DATA FOR REVIEW START

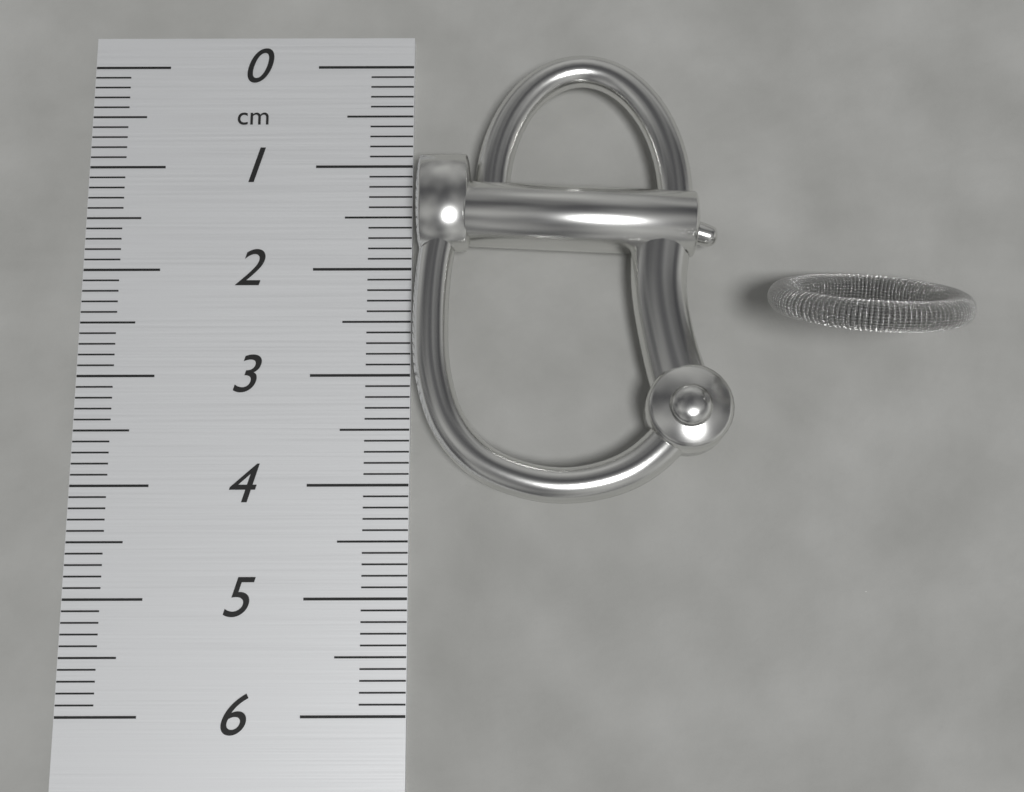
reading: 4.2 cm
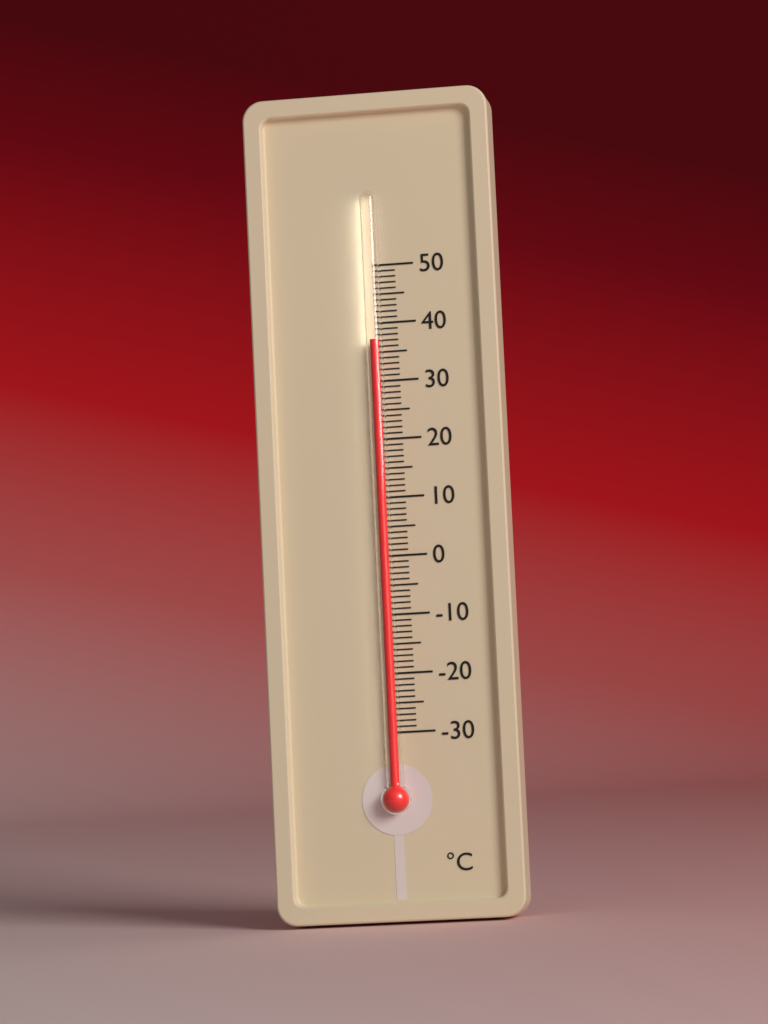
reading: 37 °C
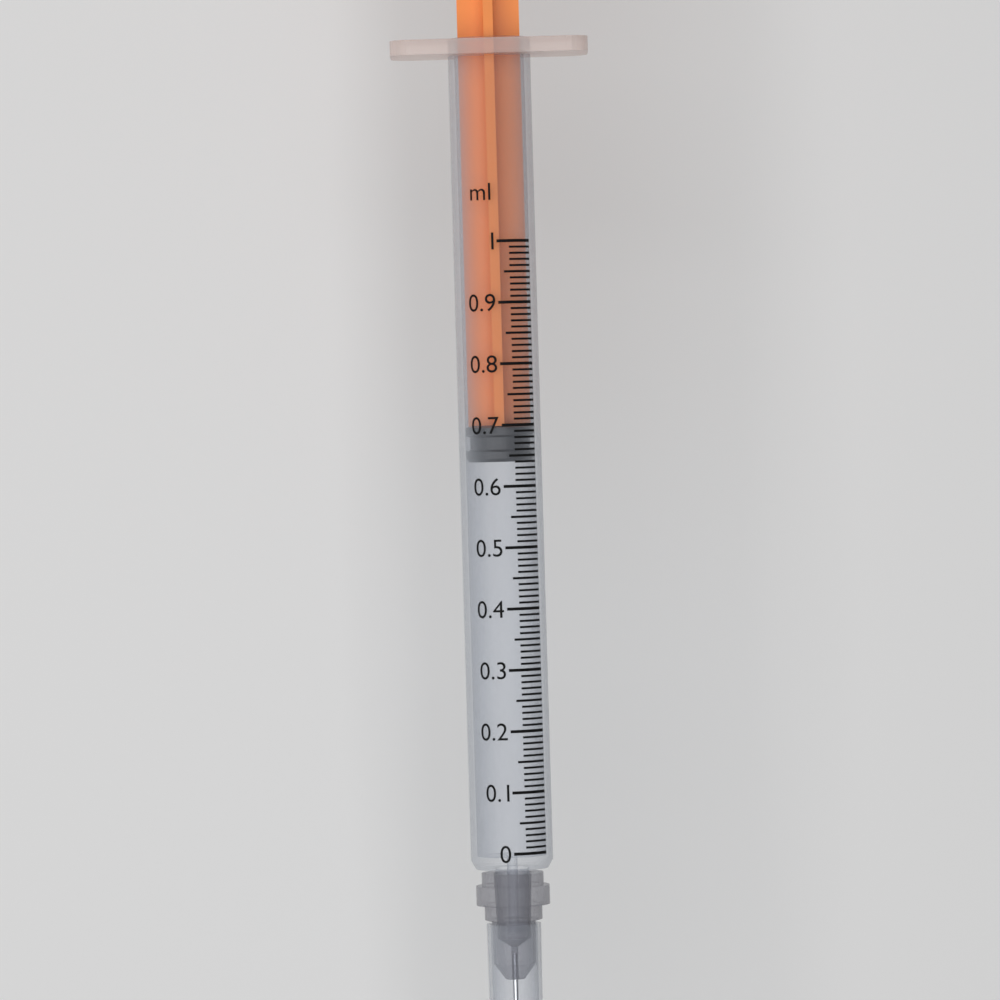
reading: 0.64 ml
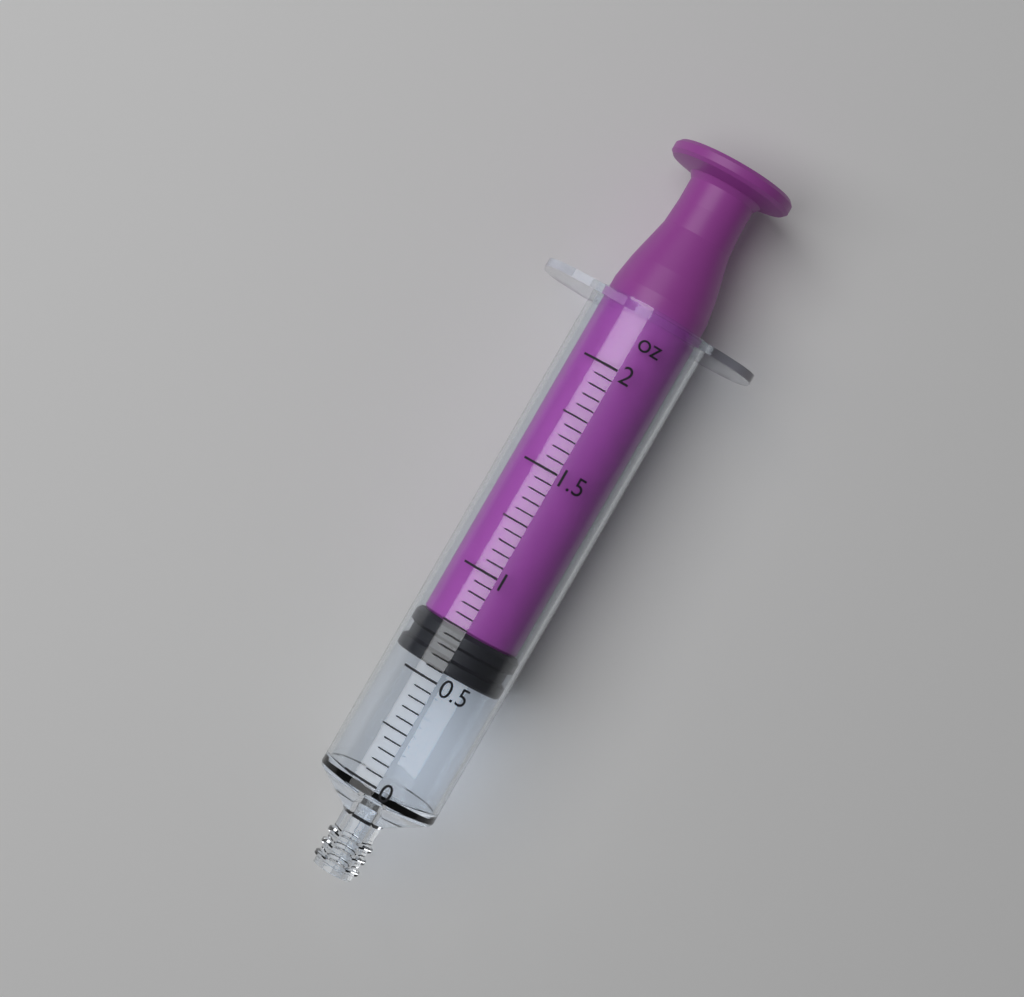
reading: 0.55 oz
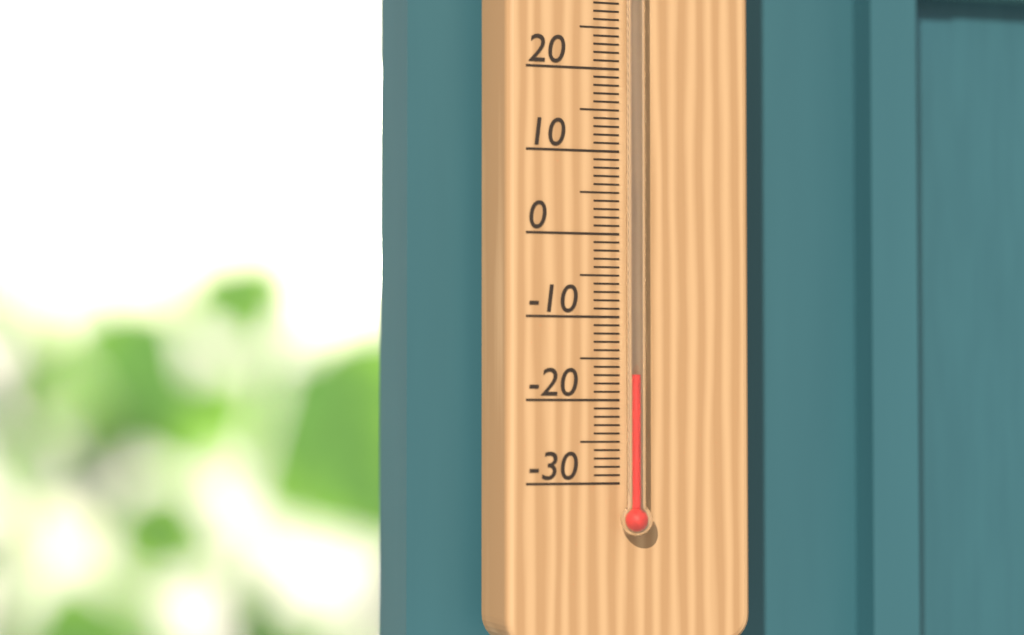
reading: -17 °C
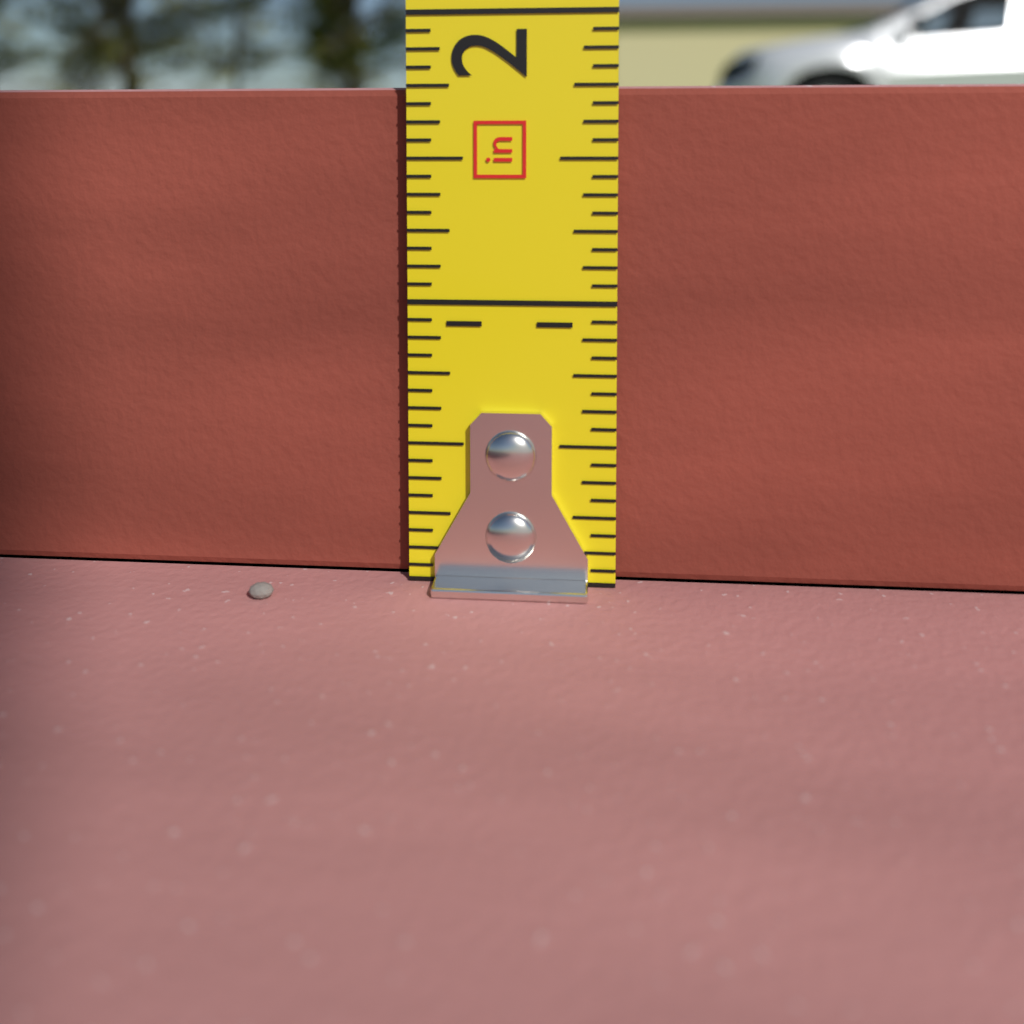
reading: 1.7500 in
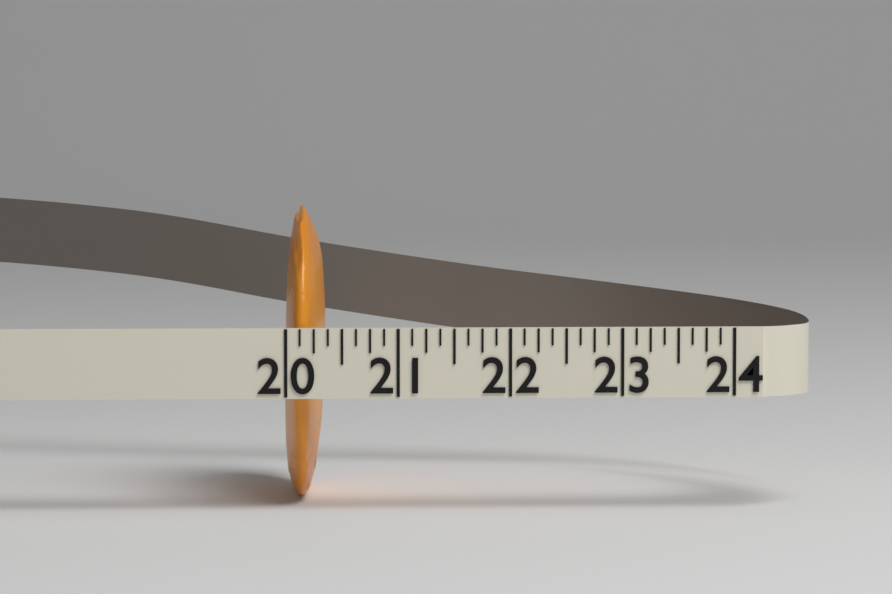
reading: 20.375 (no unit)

DATA FOR REVIEW END

## HOW TO COMPLETE THIS TASK
Reproduce the listing exactly. Do not include its images.

## EXERCISE OUTPUT
reading: 4.2 cm
reading: 37 °C
reading: 0.64 ml
reading: 0.55 oz
reading: -17 °C
reading: 1.7500 in
reading: 20.375 (no unit)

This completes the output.